I tried created an IAM user and a new access key pair for it. The behavior in all cases is unchanged (start from console or old CLI, web access, ssh) but not using the new CLI.
I realize that there is a means for updating the access key pairs by detaching the volume (as described here), but the process looks a little scary to me.
I realize that I can clone another instance from the image, but the image is a little out of date, and I don't want to lose my changes.
Can anyone suggest what the message really means and what I can do to get around the problem?
The problem had to do with credentials. I had the correct environment
variables (AWS_ACCESS_KEY and AWS_SECRET_KEY) set. But they didn't match what was in my .aws/credentials file. That is, despite what it says here, the new CLI worked only when I had the environment variables and
the credentials file correct and in sync.
Configure your aws cli with "aws configure" in new cli instance with region in which your ec2 instance reside. and then try to give the same command.
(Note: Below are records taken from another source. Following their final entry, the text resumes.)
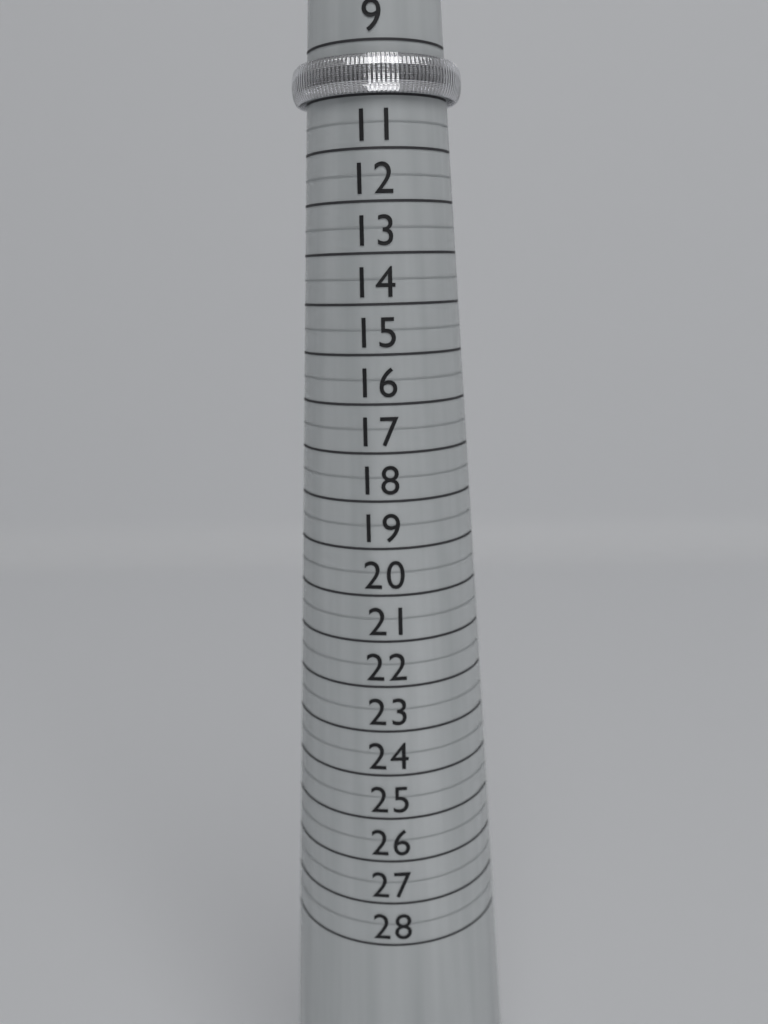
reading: 10.0 (no unit)
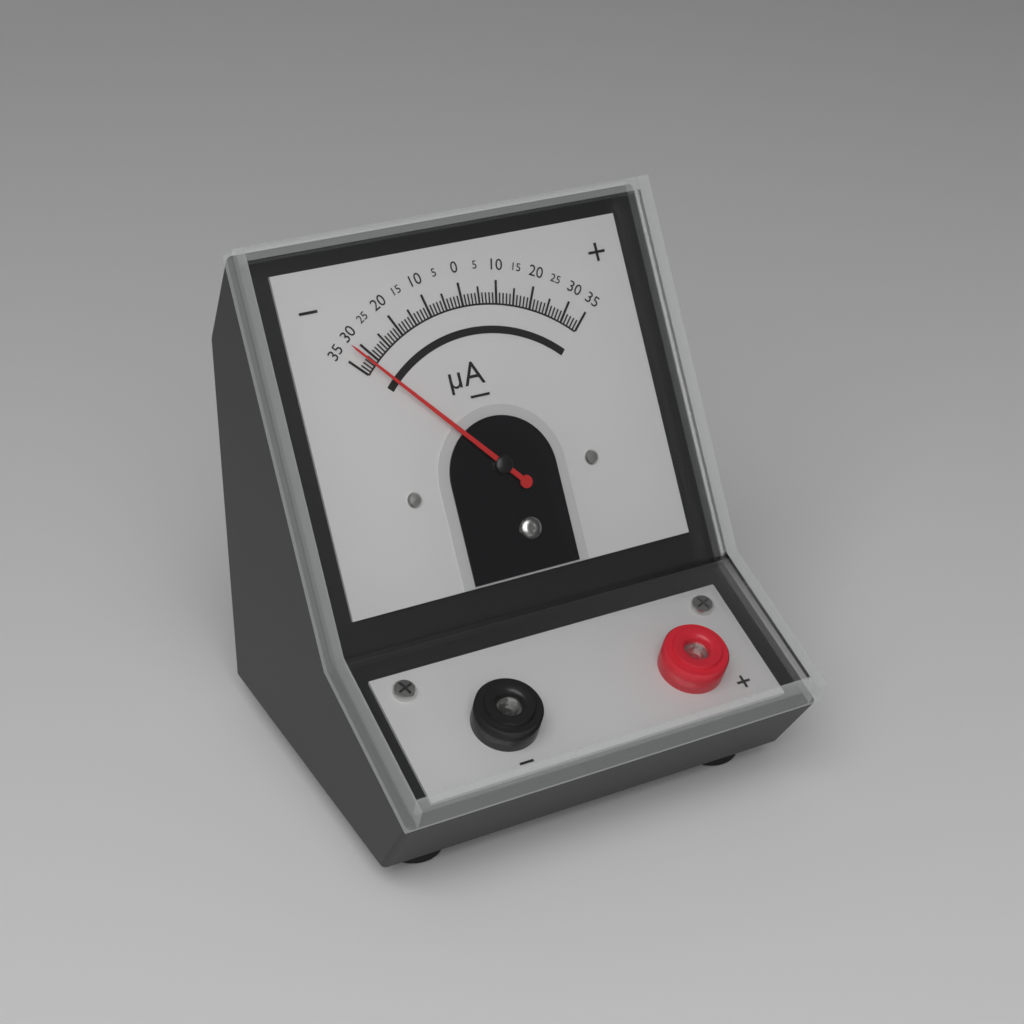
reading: -32 µA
The instance should start.
I do the following using AWS web console:
Attach EBS volume-A to instance-A. Make some changes to data on volume-A and detach it
Launch new instance-B (in the same zone as instance-A)
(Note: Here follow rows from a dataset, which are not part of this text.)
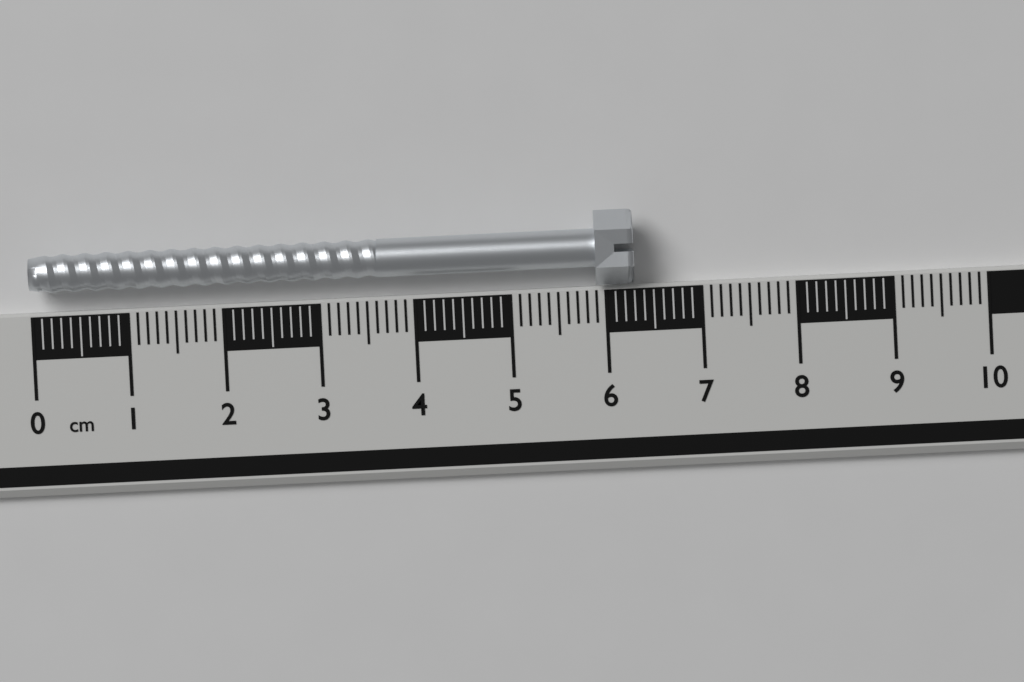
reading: 6.3 cm
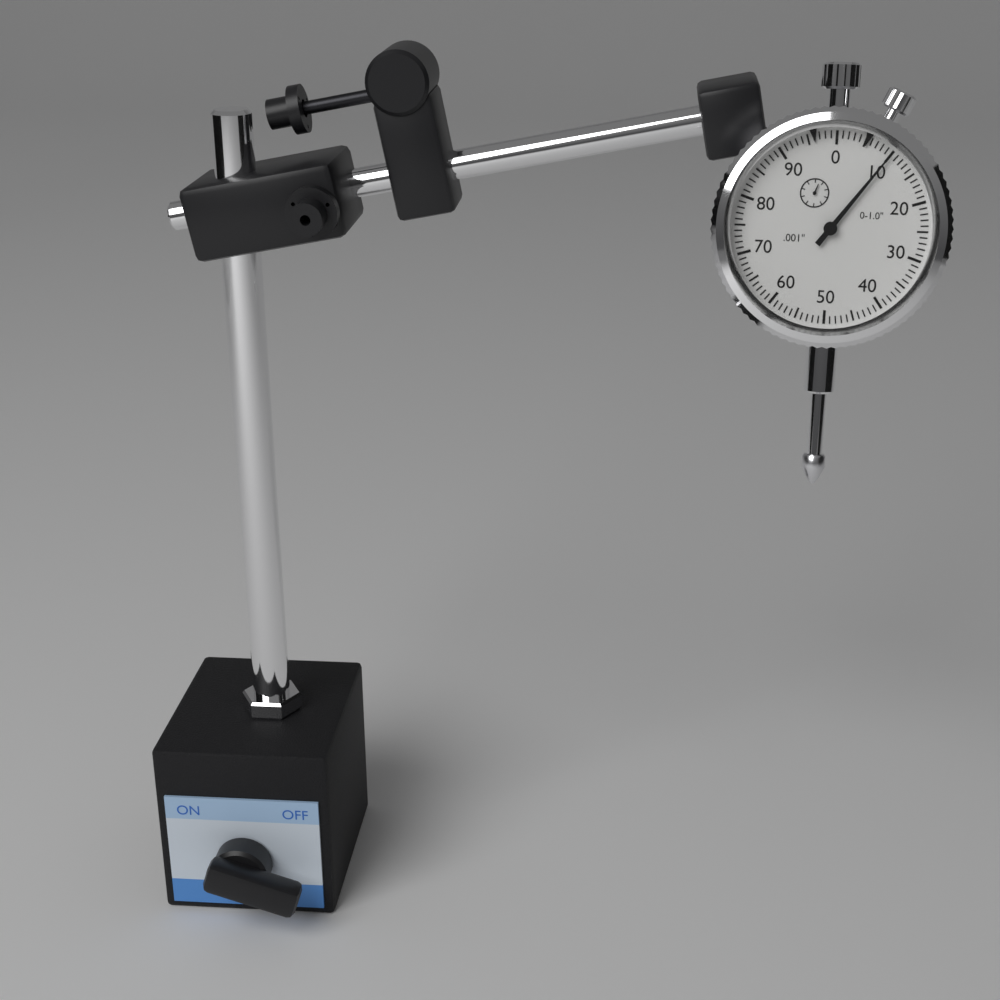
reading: 0.010 in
Try attach volume-A to the new instance-B. But the new instance does not appear in the instances list during attach volume process (dialog box).
If I try the same attach using command line EC2 API (volume-A and instance-B), it works fine!
Do you know if this is a bug in AWS web console or am I doing something wrong in the console? Tried page refresh in Step #3 but it still would not list the new instance.
In order to attach, both volumes has to be in the same zone. So if you are going to attach a volume into a instance check the zone of the instance's attached volume. If those are not matching create a new instance with the same zone as the zone of the volume that you need to attached.
The volume and the instance have to be in the same region AND the same zone.
If you have a volume in us-east-1a and the instance in us-east-1b, you would need to move the volume to us-east-1b to make it work.
Even I had faced this problem yesterday and a day before. It looks like Amazon problem with their cache. Not sure WHY.
To bring back the stuff as is, I had to sign-out and make sure things are good. But it's always good to work with CLI, works better.
Although the user interface may not list the instance ID, you can attempt to add the volume anyway. If it's genuinely impossible (rather than a cache issue) you will get an error message.
Paste in the instance ID (i-xxxxxxx) manually then type your mount point (e.g. /dev/sdf) and click Attach.
For the benefit of others: some instance types do not support encrypted volumes, which may be why the instance doesn't appear in the list. I get the following error:
Error attaching volume: 'vol-12341234' is encrypted and 't2.medium' does not support encrypted volumes.
I created an EBS-backed AMI from an Canonical Ubuntu Mavrick instance that was running with a keypair called us-west-01.pem
Then I started another instance using that AMI and at startup, assigned a new keypair to it called us-west-01.pem. However, when I tried to scp some data to the instance, I was able to get authenticated using us-west-01.pem:
scp -i /.ec2/us-west-01.pem -r /somepath/* ubuntu#myDnsValue:/somepath/
It also works with the correct us-west-02 key. I tried with another key, and it failed. The only explanation would be that the key used at the time of preparing the AMI is still accepted. How can I remove this so as to secure each instance with its own key?
Thanks in advance.
Depending on how you create the AMI (bundle or using rsync), you can remove or omit $HOME/.ssh/authorized_keys for the user ubuntu and root.